Activists Trying to Draw Attention to Killings in Syria Turn to ISIS Tactic: Shock Value

BEIRUT, Lebanon — The killings have been both deliberately lurid and strangely intimate. Designed for broadcast, they have helped the Islamic State militant group build a brand of violence that shocks with its extreme brutality, yet feels as close to viewers as the family images on their smartphones.

Broadcast specifically to frighten and manipulate, the Islamic State’s flamboyant violence consumes the world’s attention while more familiar threats, like the Syrian government’s barrel bombs, kill far more people but rarely provoke widespread outrage.

A few human rights advocates and antigovernment activists in Syria are trying to reciprocate, creating shocking if nonviolent images and videos — even herding children in orange jumpsuits into a cage — to call attention to the wider scope of violence. So far, though, their voices have hardly been heard.

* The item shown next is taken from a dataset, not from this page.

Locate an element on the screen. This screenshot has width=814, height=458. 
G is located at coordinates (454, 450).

The Islamic State’s campaign of high-profile killings is not war at a remove, with the mechanized distance of drone strikes or carpet bombing. It is one-on-one slaughter with Hollywood production values, seeking to maximize emotional impact and propaganda value.

A few have even been tempted to fictionalize. Last year, for instance, a viral video of a Syrian boy saving a girl from sniper fire turned out to have been staged by a Norwegian film crew.

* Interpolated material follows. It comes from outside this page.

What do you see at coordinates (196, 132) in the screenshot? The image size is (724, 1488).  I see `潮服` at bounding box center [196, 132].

But while some groups want to publicize suffering in order to stop it, analysts said perpetrators like the Islamic State seek to magnify the suffering by inflicting it twice — first on the victim and then on the viewer.

“One of the things about traumatic imagery is that it can numb us and render us passive and helpless,” said Gavin Rees, the Europe director for the Dart Center for Journalism and Trauma. “That is part of the gain for those who are producing these videos: They want to inspire fear and helplessness.”

Mohammad Ghannam contributed reporting.